People have been intrigued by larger-than-life elements in art and architecture through the ages, Heller said, pointing to the immediately recognizable art of Claes Oldenburg. “We like things big. They’re made by man but they tower over the individual.” The notion of the blown-up object has really taken off in the postmodern age. “In this postmodern sensibility, anything can be blown up and made regal,” Heller noted. “It’s the transformation of this form into something larger. All of a sudden we’re more aware of it. It’s not unlike what you see in New York City at the Thanksgiving Day Parade when comic book characters are blown up to 30,000 times their normal size.”

Cover of Lettering Large: Art and Design of Monumental Typography, 2013. © The Monacelli Press

But with typography, Heller said, the result can be more serendipitous and provides more of a surprise. “There’s a certain inherent joy in it as well. With today’s fast-paced speed of life, this kind of lettering slows us down a little bit.” He pointed to Robert Indiana’s sculpture Love in Midtown Manhattan: “Walking down 55th Street you can actually feel the ‘love.’ These installations may not advertise or promote but once you put in a letter form and a word, they do convey a message.” Some installations are playful while others are inspiring or issue commands. “The bottom line is that they’re trying to communicate something.”

Heller’s favorite example from the book is Gordon Young’s Comedy Carpet in Blackpool, England. The project is self-described as “a celebration of comedy on an extraordinary scale … pushing the boundaries of public art and typography to their limits.” Compiling the words and jokes of over 1,000 comedians, the “carpet” inlays 160,000 granite letters into a concrete plaza, activating the public space with playful and humorous messages.

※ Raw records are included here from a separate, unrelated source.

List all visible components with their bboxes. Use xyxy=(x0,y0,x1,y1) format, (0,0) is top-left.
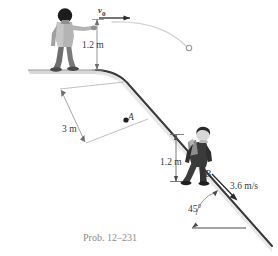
label-slope-angle: 45° xyxy=(188,205,201,215)
label-point-b: B xyxy=(205,170,211,180)
label-initial-velocity: v0 xyxy=(98,6,106,18)
figure-caption: Prob. 12–231 xyxy=(0,232,220,243)
label-slope-distance: 3 m xyxy=(62,125,77,135)
label-height-top: 1.2 m xyxy=(82,41,104,51)
label-velocity-b: 3.6 m/s xyxy=(230,182,258,192)
trajectory-arc-icon xyxy=(112,22,186,46)
trajectory-group xyxy=(112,22,192,51)
label-point-a: A xyxy=(128,113,134,123)
ball-icon xyxy=(186,45,191,50)
physics-problem-figure xyxy=(0,0,278,256)
label-height-b: 1.2 m xyxy=(160,158,182,168)
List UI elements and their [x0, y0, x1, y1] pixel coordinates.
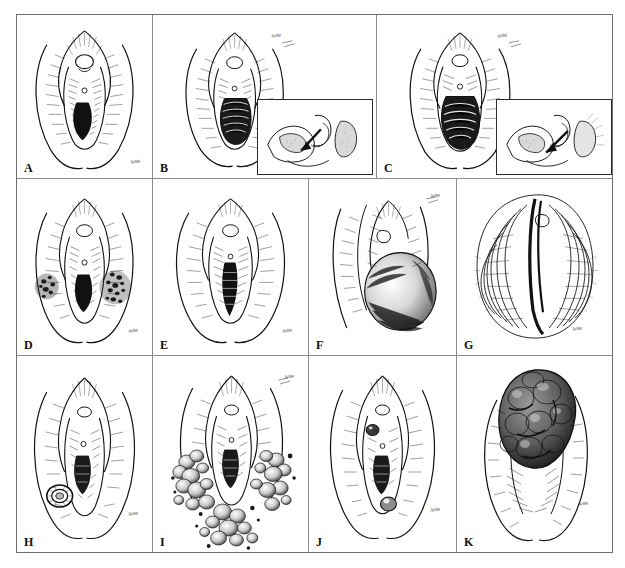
- panel-j: Artist J: [309, 356, 457, 552]
- panel-k-illustration: [457, 356, 612, 552]
- panel-label-e: E: [160, 339, 168, 351]
- figure-frame: Artist A: [16, 14, 613, 553]
- panel-label-h: H: [24, 536, 34, 548]
- panel-h: Artist H: [17, 356, 153, 552]
- panel-label-j: J: [316, 536, 322, 548]
- panel-label-a: A: [24, 162, 33, 174]
- panel-g: Artist G: [457, 179, 612, 356]
- panel-a-illustration: [17, 15, 152, 178]
- panel-f: Artist F: [309, 179, 457, 356]
- panel-h-illustration: [17, 356, 152, 552]
- panel-label-k: K: [464, 536, 474, 548]
- panel-i: Artist I: [153, 356, 309, 552]
- panel-label-f: F: [316, 339, 324, 351]
- panel-f-illustration: [309, 179, 456, 355]
- panel-k: Artist K: [457, 356, 612, 552]
- figure-plate: Artist A: [0, 0, 625, 568]
- panel-b: Artist: [153, 15, 377, 179]
- panel-a: Artist A: [17, 15, 153, 179]
- panel-j-illustration: [309, 356, 456, 552]
- panel-label-d: D: [24, 339, 33, 351]
- panel-label-g: G: [464, 339, 474, 351]
- panel-i-illustration: [153, 356, 308, 552]
- panel-d: Artist D: [17, 179, 153, 356]
- panel-e: Artist E: [153, 179, 309, 356]
- panel-c: Artist: [377, 15, 612, 179]
- panel-label-c: C: [384, 162, 393, 174]
- panel-label-b: B: [160, 162, 168, 174]
- panel-label-i: I: [160, 536, 165, 548]
- panel-g-illustration: [457, 179, 612, 355]
- panel-c-inset: [496, 99, 612, 175]
- panel-b-inset: [257, 99, 373, 175]
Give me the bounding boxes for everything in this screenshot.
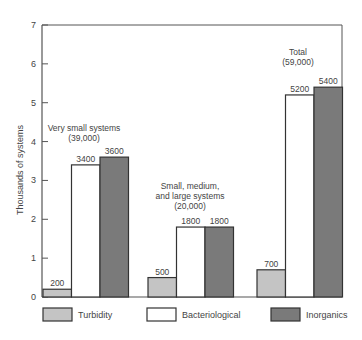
legend-inorganics-label: Inorganics [306,310,348,320]
legend-bacteriological-label: Bacteriological [182,310,241,320]
category-annotation: (59,000) [282,57,314,67]
bar-bacteriological [286,95,315,297]
y-axis-ticks: 01234567 [31,20,48,302]
category-annotation: and large systems [156,191,225,201]
category-annotation: Total [289,47,307,57]
y-tick-label: 5 [31,98,36,108]
value-label: 5200 [290,84,309,94]
value-label: 3600 [105,146,124,156]
bar-inorganics [314,87,343,297]
y-tick-label: 4 [31,137,36,147]
value-label: 500 [155,267,169,277]
legend-turbidity-label: Turbidity [78,310,113,320]
bar-bacteriological [177,227,206,297]
value-label: 5400 [319,76,338,86]
y-tick-label: 0 [31,292,36,302]
y-tick-label: 3 [31,175,36,185]
category-annotation: Small, medium, [161,181,220,191]
legend-bacteriological-swatch [147,308,176,321]
bar-bacteriological [72,165,101,297]
chart-canvas: 01234567 2005007003400180052003600180054… [0,0,362,340]
bar-inorganics [100,157,129,297]
value-label: 1800 [210,216,229,226]
category-annotation: Very small systems [48,123,121,133]
value-label: 700 [264,259,278,269]
legend: TurbidityBacteriologicalInorganics [43,308,348,321]
category-annotation: (39,000) [68,133,100,143]
y-tick-label: 1 [31,253,36,263]
bar-turbidity [257,270,286,297]
y-tick-label: 2 [31,214,36,224]
y-tick-label: 7 [31,20,36,30]
y-tick-label: 6 [31,59,36,69]
value-label: 200 [50,278,64,288]
y-axis-label: Thousands of systems [15,124,25,215]
category-annotation: (20,000) [174,201,206,211]
legend-inorganics-swatch [271,308,300,321]
bar-turbidity [43,289,72,297]
value-label: 3400 [76,154,95,164]
bar-inorganics [205,227,234,297]
value-label: 1800 [181,216,200,226]
legend-turbidity-swatch [43,308,72,321]
bar-chart: 01234567 2005007003400180052003600180054… [0,0,362,340]
bar-turbidity [148,278,177,297]
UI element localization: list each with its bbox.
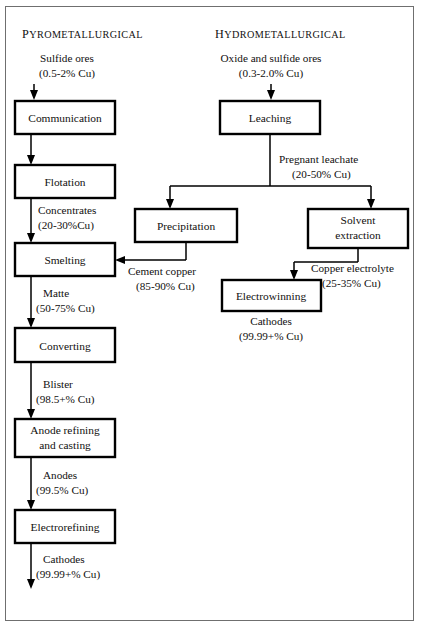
stream-cement-copper-line2: (85-90% Cu) <box>136 280 195 293</box>
arrow-feed-to-leaching <box>267 84 275 100</box>
stream-cement-copper-line1: Cement copper <box>128 265 196 277</box>
stream-blister-line1: Blister <box>43 378 73 390</box>
arrow-communication-to-flotation <box>27 134 35 165</box>
arrow-smelting-to-converting <box>27 276 35 328</box>
process-flow-diagram: PYROMETALLURGICAL HYDROMETALLURGICAL Sul… <box>0 0 421 638</box>
feed-hydro-line2: (0.3-2.0% Cu) <box>239 67 304 80</box>
stream-copper-electrolyte-line2: (25-35% Cu) <box>322 277 381 290</box>
node-smelting-label: Smelting <box>44 254 85 266</box>
node-flotation-label: Flotation <box>44 176 85 188</box>
arrow-converting-to-anode-refining <box>27 362 35 419</box>
node-anode-refining-label-line1: Anode refining <box>30 424 100 436</box>
stream-anodes-line1: Anodes <box>43 469 77 481</box>
stream-pregnant-leachate-line2: (20-50% Cu) <box>292 168 351 181</box>
stream-cathodes-pyro-line2: (99.99+% Cu) <box>36 568 100 581</box>
column-heading-hydro-rest: YDROMETALLURGICAL <box>224 29 345 40</box>
stream-blister-line2: (98.5+% Cu) <box>36 393 95 406</box>
column-heading-pyro-initial: P <box>22 27 29 41</box>
connector-precipitation-to-smelting <box>115 242 186 264</box>
stream-matte-line2: (50-75% Cu) <box>36 302 95 315</box>
stream-cathodes-hydro-line1: Cathodes <box>250 315 292 327</box>
feed-pyro-line2: (0.5-2% Cu) <box>39 67 95 80</box>
node-converting-label: Converting <box>39 340 91 352</box>
column-heading-pyrometallurgical: PYROMETALLURGICAL <box>22 27 143 41</box>
stream-matte-line1: Matte <box>43 287 69 299</box>
stream-copper-electrolyte-line1: Copper electrolyte <box>311 262 394 274</box>
stream-cathodes-hydro-line2: (99.99+% Cu) <box>239 330 303 343</box>
node-solvent-extraction-label-line1: Solvent <box>341 214 377 226</box>
node-electrorefining-label: Electrorefining <box>31 521 100 533</box>
node-leaching-label: Leaching <box>249 112 292 124</box>
node-anode-refining-label-line2: and casting <box>39 439 91 451</box>
feed-pyro-line1: Sulfide ores <box>40 52 94 64</box>
arrow-electrorefining-output <box>27 543 35 589</box>
node-communication-label: Communication <box>28 112 102 124</box>
node-solvent-extraction-label-line2: extraction <box>335 229 381 241</box>
stream-cathodes-pyro-line1: Cathodes <box>43 553 85 565</box>
arrow-anode-refining-to-electrorefining <box>27 457 35 510</box>
figure-page: PYROMETALLURGICAL HYDROMETALLURGICAL Sul… <box>0 0 421 638</box>
stream-anodes-line2: (99.5% Cu) <box>36 484 88 497</box>
arrow-flotation-to-smelting <box>27 198 35 243</box>
feed-hydro-line1: Oxide and sulfide ores <box>221 52 322 64</box>
column-heading-pyro-rest: YROMETALLURGICAL <box>29 29 143 40</box>
node-electrowinning-label: Electrowinning <box>236 290 307 302</box>
column-heading-hydrometallurgical: HYDROMETALLURGICAL <box>215 27 346 41</box>
stream-concentrates-line2: (20-30%Cu) <box>38 219 94 232</box>
stream-pregnant-leachate-line1: Pregnant leachate <box>279 153 358 165</box>
column-heading-hydro-initial: H <box>215 27 224 41</box>
stream-concentrates-line1: Concentrates <box>38 204 96 216</box>
arrow-feed-to-communication <box>30 84 38 100</box>
node-precipitation-label: Precipitation <box>157 220 216 232</box>
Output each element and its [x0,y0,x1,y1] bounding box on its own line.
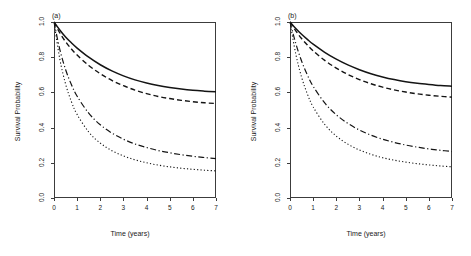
x-tick-label: 5 [165,204,175,211]
x-tick-label: 3 [118,204,128,211]
panel-b-x-axis-title: Time (years) [321,230,411,237]
x-tick-label: 2 [95,204,105,211]
y-tick-mark [287,163,290,164]
x-tick-label: 7 [447,204,457,211]
x-tick-label: 7 [211,204,221,211]
y-tick-label: 0.4 [274,119,281,135]
y-tick-label: 0.8 [274,49,281,65]
panel-b-label: (b) [288,12,297,19]
y-tick-label: 0.8 [38,49,45,65]
x-tick-label: 4 [378,204,388,211]
x-tick-label: 0 [49,204,59,211]
y-tick-mark [287,57,290,58]
y-tick-label: 0.6 [274,84,281,100]
x-tick-mark [383,198,384,201]
x-tick-mark [170,198,171,201]
y-tick-mark [51,92,54,93]
x-tick-label: 1 [72,204,82,211]
x-tick-label: 2 [331,204,341,211]
y-tick-label: 0.2 [38,154,45,170]
y-tick-mark [51,57,54,58]
y-tick-label: 0.2 [274,154,281,170]
curve-dashed [54,22,216,103]
y-tick-label: 0.0 [274,190,281,206]
x-tick-mark [429,198,430,201]
x-tick-label: 5 [401,204,411,211]
panel-a-curves [54,22,216,198]
x-tick-label: 4 [142,204,152,211]
y-tick-label: 0.4 [38,119,45,135]
panel-a-y-axis-title: Survival Probability [14,67,21,157]
y-tick-label: 0.0 [38,190,45,206]
x-tick-mark [359,198,360,201]
survival-probability-figure: (a) Survival Probability Time (years) 0.… [0,0,471,256]
x-tick-mark [406,198,407,201]
y-tick-label: 0.6 [38,84,45,100]
x-tick-mark [123,198,124,201]
x-tick-label: 1 [308,204,318,211]
y-tick-mark [287,128,290,129]
x-tick-mark [336,198,337,201]
y-tick-mark [51,128,54,129]
x-tick-label: 0 [285,204,295,211]
curve-solid [290,22,452,86]
x-tick-label: 6 [424,204,434,211]
x-tick-mark [100,198,101,201]
curve-dashdot [290,22,452,152]
panel-a-label: (a) [52,12,61,19]
y-tick-label: 1.0 [274,14,281,30]
x-tick-mark [54,198,55,201]
y-tick-mark [287,22,290,23]
x-tick-mark [216,198,217,201]
curve-dotted [54,22,216,171]
x-tick-mark [290,198,291,201]
x-tick-mark [313,198,314,201]
y-tick-mark [51,163,54,164]
y-tick-mark [287,92,290,93]
x-tick-label: 6 [188,204,198,211]
panel-b-y-axis-title: Survival Probability [250,67,257,157]
y-tick-label: 1.0 [38,14,45,30]
x-tick-mark [77,198,78,201]
x-tick-mark [147,198,148,201]
x-tick-mark [193,198,194,201]
panel-a-x-axis-title: Time (years) [85,230,175,237]
x-tick-mark [452,198,453,201]
panel-b-curves [290,22,452,198]
curve-dashed [290,22,452,97]
x-tick-label: 3 [354,204,364,211]
panel-b: (b) Survival Probability Time (years) 0.… [236,0,471,256]
panel-a: (a) Survival Probability Time (years) 0.… [0,0,235,256]
y-tick-mark [51,22,54,23]
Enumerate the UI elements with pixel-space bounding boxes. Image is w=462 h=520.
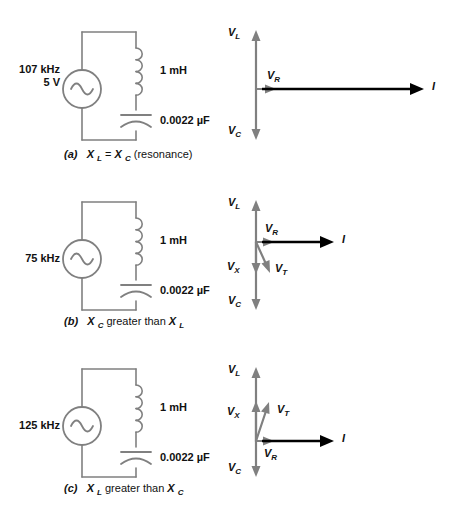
capacitor-value-a: 0.0022 µF [160,114,210,127]
figure-root: 107 kHz 5 V 1 mH 0.0022 µF VL VC VR I (a… [0,0,462,520]
panel-b: 75 kHz 1 mH 0.0022 µF VL VC VX VT VR I (… [0,180,462,347]
ac-source-icon [63,407,101,445]
phasor-current-arrowhead [320,435,334,447]
caption-a-term2: X C [114,148,130,160]
caption-b: (b) X C greater than X L [0,315,462,330]
inductor-value-a: 1 mH [160,64,187,77]
inductor-value-b: 1 mH [160,234,187,247]
caption-b-term1: X C [81,315,103,327]
phasor-vl-arrowhead [252,30,261,41]
caption-a-tail: (resonance) [134,148,193,160]
source-voltage-a: 5 V [12,76,60,89]
caption-c: (c) X L greater than X C [0,482,462,497]
phasor-label-vr-b: VR [265,222,278,237]
phasor-vx-arrowhead [252,401,261,412]
panel-c: 125 kHz 1 mH 0.0022 µF VL VC VX VT VR I … [0,347,462,520]
inductor-icon [136,218,142,265]
phasor-vc-arrowhead [252,299,261,310]
phasor-vl-arrowhead [252,367,261,378]
phasor-label-vt-c: VT [277,403,289,418]
phasor-diagram-a [252,30,425,140]
phasor-label-vr-c: VR [264,447,277,462]
caption-c-term1: X L [81,482,102,494]
phasor-label-vx-b: VX [227,260,240,275]
caption-a: (a) X L = X C (resonance) [0,148,462,163]
phasor-label-vx-c: VX [227,405,240,420]
phasor-label-vc-a: VC [228,124,241,139]
inductor-value-c: 1 mH [160,401,187,414]
caption-c-relation: greater than [105,482,167,494]
phasor-label-current-a: I [432,80,435,92]
caption-c-term2: X C [167,482,183,494]
phasor-label-vc-c: VC [228,461,241,476]
capacitor-icon [121,115,151,127]
caption-b-term2: X L [169,315,184,327]
phasor-vt-shaft [256,411,266,441]
capacitor-icon [121,285,151,297]
source-frequency-c: 125 kHz [8,419,60,432]
inductor-icon [136,385,142,432]
phasor-label-vl-c: VL [228,363,240,378]
phasor-label-vl-b: VL [228,196,240,211]
phasor-current-arrowhead [320,236,334,248]
phasor-vx-arrowhead [252,263,261,274]
phasor-vt-arrowhead [262,260,271,273]
capacitor-icon [121,452,151,464]
phasor-current-arrowhead [410,83,424,95]
phasor-vc-arrowhead [252,129,261,140]
source-frequency-a: 107 kHz [12,63,60,76]
ac-source-icon [63,240,101,278]
caption-a-id: (a) [64,148,77,160]
phasor-vt-arrowhead [261,402,270,414]
phasor-label-current-c: I [342,432,345,444]
phasor-vc-arrowhead [252,466,261,477]
panel-a: 107 kHz 5 V 1 mH 0.0022 µF VL VC VR I (a… [0,0,462,180]
phasor-label-vr-a: VR [267,69,280,84]
source-frequency-b: 75 kHz [12,252,60,265]
caption-a-term1: X L [81,148,102,160]
phasor-label-current-b: I [342,233,345,245]
caption-b-id: (b) [64,315,78,327]
phasor-diagram-b [252,200,335,310]
ac-source-icon [63,70,101,108]
phasor-vl-arrowhead [252,200,261,211]
caption-b-relation: greater than [106,315,168,327]
capacitor-value-c: 0.0022 µF [160,451,210,464]
inductor-icon [136,48,142,95]
phasor-label-vc-b: VC [228,294,241,309]
caption-c-id: (c) [64,482,77,494]
phasor-label-vl-a: VL [228,26,240,41]
capacitor-value-b: 0.0022 µF [160,284,210,297]
phasor-label-vt-b: VT [275,262,287,277]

“It couldn’t have been done 20 years ago,” Heller observed. “The letters needed to be laser-cut and produced at a fast pace for installation.” With the ubiquity and ease of access of modern digital fabrication techniques, however, Heller said, mammoth typography is easier than ever to implement. “With digital technology, if you have a need, there’s going to be a way to do it.”